General Atomics Interview Guide
Everything we know about interviewing at General Atomics: the process stage by stage, what each round tests, compensation by level, and reports from candidates who interviewed.
Interviewing at General Atomics
What the process looks like, and what General Atomics is really testing for.
At General Atomics, your interview loop is built around multiple checkpoints, starting with recruiter and HR style screens and moving into technical assessments with teams and panels. The reported process includes phone screens plus onsite or virtual panels, and several candidates describe a structured, multi-round flow with alternating technical and behavioral elements.
What they test most heavily is technical fundamentals and role-relevant practical work. Across the extracted topics, C is at the top percentile (98), and they also heavily emphasize program or project management, pointers, business analysis, problem solving under pressure, critical thinking, and writing samples or portfolio preparation. Microsoft Excel is also prominent (95 percentile), and for research-science aligned roles, there is domain knowledge including Machine Learning and AI at the top percentile (100).
Across candidate reports, outcomes were not favorable in aggregate: the overall offer rate is 0.0%. Difficulty skews toward medium (61.9%), with hard at 11.5% and very hard at 1.8%, and positive sentiment is 64.6%, which suggests many candidates found the process understandable even when results were no offer.
The most non-obvious signal is that writing and portfolio preparation are treated as core technical prep for this company, not an afterthought, with “Writing samples / portfolio preparation” showing very high prominence (96 percentile).
The General Atomics interview process
5 stages, based on 500 candidate reports.
HR Phone Screen
30-60 minYou start with an HR phone screen focusing on your education, prior experience, and interest in the company, plus practical details. Expect alignment and background verification questions.
Phone Screen
30-60 minYou do a role focused phone screen to evaluate fit for the specific role and verify your resume or background. Some reports describe both conversational prompts and technical prompts.
Panel Interview (virtual or onsite)
several interviews in one loopYou join an intensive panel interview with multiple senior engineers and a potential supervisor, reported as a panel of 4 to 5 people. Interviewing is described as comprehensive and may happen onsite or virtually, often with multiple rounds across the panel.
Onsite Interview
up to ~5 hours reported for some loopsYou meet multiple team members in an intensive onsite interview setting. Candidate reports describe alternating technical and behavioral questions, with some loops including facility or environment context and multiple hour-long segments.
Final in-person loop / practical technical assessment / leadership meeting
varies by role, reported as final stageFor some roles there is a final in-person loop stage that includes panel interviews with peers and finance directors, plus a practical technical assessment and a meeting with senior leadership. Reports also mention practical technical checks like live coding and system design style evaluations for roles that include them.
What General Atomics evaluates
How often each skill shows up across reported interview loops.
Interview guides by role
Each guide has the questions General Atomics interviewers actually ask, the loop structure, and total compensation by level.
What General Atomics pays, by level
Estimated total compensation: base salary plus stock and annual cash bonus.
Insider tips
Patterns from candidates who got offers, and the mistakes that most often sink a loop.
Real interview experiences by role
Read what candidates said about interviewing at General Atomics: the loop, difficulty, and outcomes, straight from recent reports for each role.
General Atomics interview FAQ
Answered from real candidate and workplace data, marked up for rich results.
What people say about General Atomics
Verbatim snippets pulled from employee and candidate reviews.
Great place to work!
Delays and slow periods can occur due to government contracting.
The company offers an excellent work-life balance and fosters a positive culture.
Consider the potential for downtime when applying, as it may impact workflow.
Project instability arises from dependence on contract funding, affecting the consistency of work assignments.
The team consists of talented engineers and is led by an excellent manager, making for a supportive work environment.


**REQUIREMENT:**
When you copy the data that follows, reproduce every word exactly and leave out the images.

--- DATA TO PROCESS ---

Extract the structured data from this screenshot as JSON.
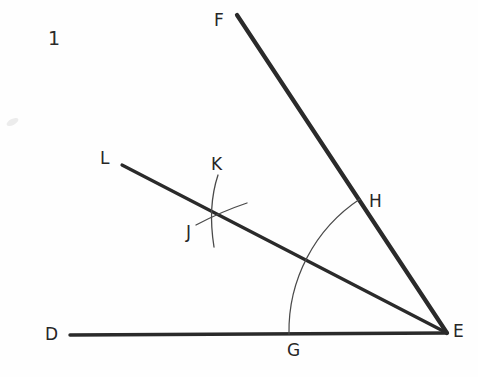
{
  "figure": {
    "number_label": "1",
    "background_color": "#fefefe",
    "ink_color": "#2a2a2a",
    "arc_color": "#4a4a4a",
    "smudge_color": "#ececec",
    "width": 478,
    "height": 377
  },
  "points": [
    {
      "id": "D",
      "label": "D",
      "x": 70,
      "y": 335,
      "label_x": 45,
      "label_y": 326
    },
    {
      "id": "E",
      "label": "E",
      "x": 447,
      "y": 333,
      "label_x": 453,
      "label_y": 323
    },
    {
      "id": "F",
      "label": "F",
      "x": 237,
      "y": 15,
      "label_x": 214,
      "label_y": 12
    },
    {
      "id": "G",
      "label": "G",
      "x": 290,
      "y": 334,
      "label_x": 287,
      "label_y": 342
    },
    {
      "id": "H",
      "label": "H",
      "x": 361,
      "y": 199,
      "label_x": 369,
      "label_y": 193
    },
    {
      "id": "J",
      "label": "J",
      "x": 206,
      "y": 215,
      "label_x": 186,
      "label_y": 224
    },
    {
      "id": "K",
      "label": "K",
      "x": 216,
      "y": 188,
      "label_x": 211,
      "label_y": 156
    },
    {
      "id": "L",
      "label": "L",
      "x": 122,
      "y": 165,
      "label_x": 100,
      "label_y": 150
    }
  ],
  "segments": [
    {
      "name": "ray-ED",
      "from": "E",
      "to": "D",
      "x1": 447,
      "y1": 333,
      "x2": 70,
      "y2": 335,
      "stroke_width": 3.4
    },
    {
      "name": "ray-EF",
      "from": "E",
      "to": "F",
      "x1": 447,
      "y1": 333,
      "x2": 237,
      "y2": 15,
      "stroke_width": 4.2
    },
    {
      "name": "ray-EL",
      "from": "E",
      "to": "L",
      "x1": 447,
      "y1": 333,
      "x2": 122,
      "y2": 165,
      "stroke_width": 3.2
    }
  ],
  "arcs": [
    {
      "name": "main-arc-GH",
      "center": "E",
      "cx": 447,
      "cy": 333,
      "radius": 158,
      "from_point": "G",
      "to_point": "H",
      "path": "M 289 334 A 158 158 0 0 1 360 199",
      "stroke_width": 1.2
    },
    {
      "name": "compass-arc-from-G",
      "path": "M 218 175 C 211 196, 210 222, 214 247",
      "stroke_width": 1.3
    },
    {
      "name": "compass-arc-from-H",
      "path": "M 196 225 C 213 216, 232 208, 247 203",
      "stroke_width": 1.3
    }
  ],
  "smudge": {
    "name": "paper-smudge",
    "x": 6,
    "y": 119
  }
}
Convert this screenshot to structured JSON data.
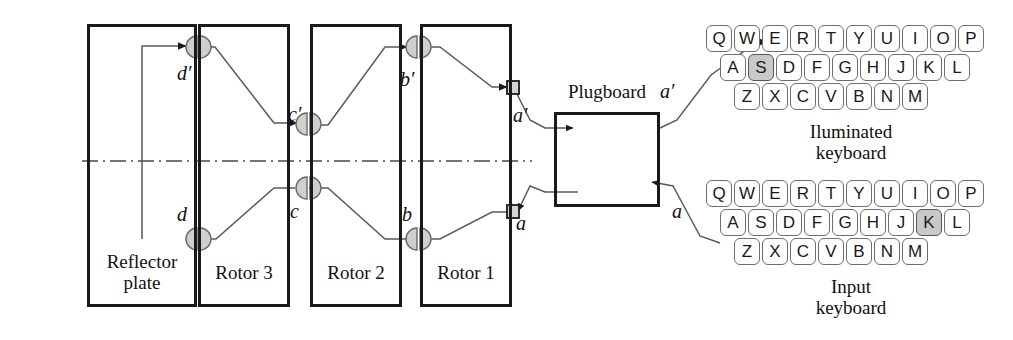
{
  "diagram": {
    "title_note": "Enigma machine signal path diagram",
    "components": [
      {
        "name": "reflector-plate",
        "label": "Reflector\nplate",
        "x": 87,
        "y": 24,
        "w": 110,
        "h": 283
      },
      {
        "name": "rotor-3",
        "label": "Rotor 3",
        "x": 198,
        "y": 24,
        "w": 92,
        "h": 283
      },
      {
        "name": "rotor-2",
        "label": "Rotor 2",
        "x": 310,
        "y": 24,
        "w": 92,
        "h": 283
      },
      {
        "name": "rotor-1",
        "label": "Rotor 1",
        "x": 420,
        "y": 24,
        "w": 92,
        "h": 283
      },
      {
        "name": "plugboard",
        "label": "Plugboard",
        "x": 554,
        "y": 112,
        "w": 106,
        "h": 95
      }
    ],
    "plugboard_title": "Plugboard",
    "wire_labels": [
      {
        "name": "label-d-prime",
        "text": "d′",
        "x": 177,
        "y": 62
      },
      {
        "name": "label-c-prime",
        "text": "c′",
        "x": 288,
        "y": 103
      },
      {
        "name": "label-b-prime",
        "text": "b′",
        "x": 400,
        "y": 68
      },
      {
        "name": "label-a-prime-rotor",
        "text": "a′",
        "x": 513,
        "y": 104
      },
      {
        "name": "label-d",
        "text": "d",
        "x": 177,
        "y": 203
      },
      {
        "name": "label-c",
        "text": "c",
        "x": 290,
        "y": 200
      },
      {
        "name": "label-b",
        "text": "b",
        "x": 402,
        "y": 203
      },
      {
        "name": "label-a-rotor",
        "text": "a",
        "x": 516,
        "y": 212
      },
      {
        "name": "label-a-prime-plugboard",
        "text": "a′",
        "x": 660,
        "y": 80
      },
      {
        "name": "label-a-plugboard",
        "text": "a",
        "x": 672,
        "y": 200
      }
    ],
    "centerline": {
      "name": "axis-centerline",
      "y": 161,
      "x1": 82,
      "x2": 532
    }
  },
  "keyboards": [
    {
      "name": "illuminated-keyboard",
      "caption": "Iluminated\nkeyboard",
      "x": 706,
      "y": 25,
      "highlight": "S",
      "rows": [
        [
          "Q",
          "W",
          "E",
          "R",
          "T",
          "Y",
          "U",
          "I",
          "O",
          "P"
        ],
        [
          "A",
          "S",
          "D",
          "F",
          "G",
          "H",
          "J",
          "K",
          "L"
        ],
        [
          "Z",
          "X",
          "C",
          "V",
          "B",
          "N",
          "M"
        ]
      ]
    },
    {
      "name": "input-keyboard",
      "caption": "Input\nkeyboard",
      "x": 706,
      "y": 180,
      "highlight": "K",
      "rows": [
        [
          "Q",
          "W",
          "E",
          "R",
          "T",
          "Y",
          "U",
          "I",
          "O",
          "P"
        ],
        [
          "A",
          "S",
          "D",
          "F",
          "G",
          "H",
          "J",
          "K",
          "L"
        ],
        [
          "Z",
          "X",
          "C",
          "V",
          "B",
          "N",
          "M"
        ]
      ]
    }
  ],
  "colors": {
    "ink": "#1a1a1a",
    "wire": "#555555",
    "contact_fill": "#cccccc",
    "key_highlight": "#c9c9c9",
    "background": "#ffffff"
  }
}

---

**TASK SOLUTION:**
Extract the structured data from this screenshot as JSON.
{
  "figure": {
    "number_label": "1",
    "background_color": "#fefefe",
    "ink_color": "#2a2a2a",
    "arc_color": "#4a4a4a",
    "smudge_color": "#ececec",
    "width": 478,
    "height": 377
  },
  "points": [
    {
      "id": "D",
      "label": "D",
      "x": 70,
      "y": 335,
      "label_x": 45,
      "label_y": 326
    },
    {
      "id": "E",
      "label": "E",
      "x": 447,
      "y": 333,
      "label_x": 453,
      "label_y": 323
    },
    {
      "id": "F",
      "label": "F",
      "x": 237,
      "y": 15,
      "label_x": 214,
      "label_y": 12
    },
    {
      "id": "G",
      "label": "G",
      "x": 290,
      "y": 334,
      "label_x": 287,
      "label_y": 342
    },
    {
      "id": "H",
      "label": "H",
      "x": 361,
      "y": 199,
      "label_x": 369,
      "label_y": 193
    },
    {
      "id": "J",
      "label": "J",
      "x": 206,
      "y": 215,
      "label_x": 186,
      "label_y": 224
    },
    {
      "id": "K",
      "label": "K",
      "x": 216,
      "y": 188,
      "label_x": 211,
      "label_y": 156
    },
    {
      "id": "L",
      "label": "L",
      "x": 122,
      "y": 165,
      "label_x": 100,
      "label_y": 150
    }
  ],
  "segments": [
    {
      "name": "ray-ED",
      "from": "E",
      "to": "D",
      "x1": 447,
      "y1": 333,
      "x2": 70,
      "y2": 335,
      "stroke_width": 3.4
    },
    {
      "name": "ray-EF",
      "from": "E",
      "to": "F",
      "x1": 447,
      "y1": 333,
      "x2": 237,
      "y2": 15,
      "stroke_width": 4.2
    },
    {
      "name": "ray-EL",
      "from": "E",
      "to": "L",
      "x1": 447,
      "y1": 333,
      "x2": 122,
      "y2": 165,
      "stroke_width": 3.2
    }
  ],
  "arcs": [
    {
      "name": "main-arc-GH",
      "center": "E",
      "cx": 447,
      "cy": 333,
      "radius": 158,
      "from_point": "G",
      "to_point": "H",
      "path": "M 289 334 A 158 158 0 0 1 360 199",
      "stroke_width": 1.2
    },
    {
      "name": "compass-arc-from-G",
      "path": "M 218 175 C 211 196, 210 222, 214 247",
      "stroke_width": 1.3
    },
    {
      "name": "compass-arc-from-H",
      "path": "M 196 225 C 213 216, 232 208, 247 203",
      "stroke_width": 1.3
    }
  ],
  "smudge": {
    "name": "paper-smudge",
    "x": 6,
    "y": 119
  }
}
Convert this screenshot to structured JSON data.
{
  "diagram": {
    "title_note": "Enigma machine signal path diagram",
    "components": [
      {
        "name": "reflector-plate",
        "label": "Reflector\nplate",
        "x": 87,
        "y": 24,
        "w": 110,
        "h": 283
      },
      {
        "name": "rotor-3",
        "label": "Rotor 3",
        "x": 198,
        "y": 24,
        "w": 92,
        "h": 283
      },
      {
        "name": "rotor-2",
        "label": "Rotor 2",
        "x": 310,
        "y": 24,
        "w": 92,
        "h": 283
      },
      {
        "name": "rotor-1",
        "label": "Rotor 1",
        "x": 420,
        "y": 24,
        "w": 92,
        "h": 283
      },
      {
        "name": "plugboard",
        "label": "Plugboard",
        "x": 554,
        "y": 112,
        "w": 106,
        "h": 95
      }
    ],
    "plugboard_title": "Plugboard",
    "wire_labels": [
      {
        "name": "label-d-prime",
        "text": "d′",
        "x": 177,
        "y": 62
      },
      {
        "name": "label-c-prime",
        "text": "c′",
        "x": 288,
        "y": 103
      },
      {
        "name": "label-b-prime",
        "text": "b′",
        "x": 400,
        "y": 68
      },
      {
        "name": "label-a-prime-rotor",
        "text": "a′",
        "x": 513,
        "y": 104
      },
      {
        "name": "label-d",
        "text": "d",
        "x": 177,
        "y": 203
      },
      {
        "name": "label-c",
        "text": "c",
        "x": 290,
        "y": 200
      },
      {
        "name": "label-b",
        "text": "b",
        "x": 402,
        "y": 203
      },
      {
        "name": "label-a-rotor",
        "text": "a",
        "x": 516,
        "y": 212
      },
      {
        "name": "label-a-prime-plugboard",
        "text": "a′",
        "x": 660,
        "y": 80
      },
      {
        "name": "label-a-plugboard",
        "text": "a",
        "x": 672,
        "y": 200
      }
    ],
    "centerline": {
      "name": "axis-centerline",
      "y": 161,
      "x1": 82,
      "x2": 532
    }
  },
  "keyboards": [
    {
      "name": "illuminated-keyboard",
      "caption": "Iluminated\nkeyboard",
      "x": 706,
      "y": 25,
      "highlight": "S",
      "rows": [
        [
          "Q",
          "W",
          "E",
          "R",
          "T",
          "Y",
          "U",
          "I",
          "O",
          "P"
        ],
        [
          "A",
          "S",
          "D",
          "F",
          "G",
          "H",
          "J",
          "K",
          "L"
        ],
        [
          "Z",
          "X",
          "C",
          "V",
          "B",
          "N",
          "M"
        ]
      ]
    },
    {
      "name": "input-keyboard",
      "caption": "Input\nkeyboard",
      "x": 706,
      "y": 180,
      "highlight": "K",
      "rows": [
        [
          "Q",
          "W",
          "E",
          "R",
          "T",
          "Y",
          "U",
          "I",
          "O",
          "P"
        ],
        [
          "A",
          "S",
          "D",
          "F",
          "G",
          "H",
          "J",
          "K",
          "L"
        ],
        [
          "Z",
          "X",
          "C",
          "V",
          "B",
          "N",
          "M"
        ]
      ]
    }
  ],
  "colors": {
    "ink": "#1a1a1a",
    "wire": "#555555",
    "contact_fill": "#cccccc",
    "key_highlight": "#c9c9c9",
    "background": "#ffffff"
  }
}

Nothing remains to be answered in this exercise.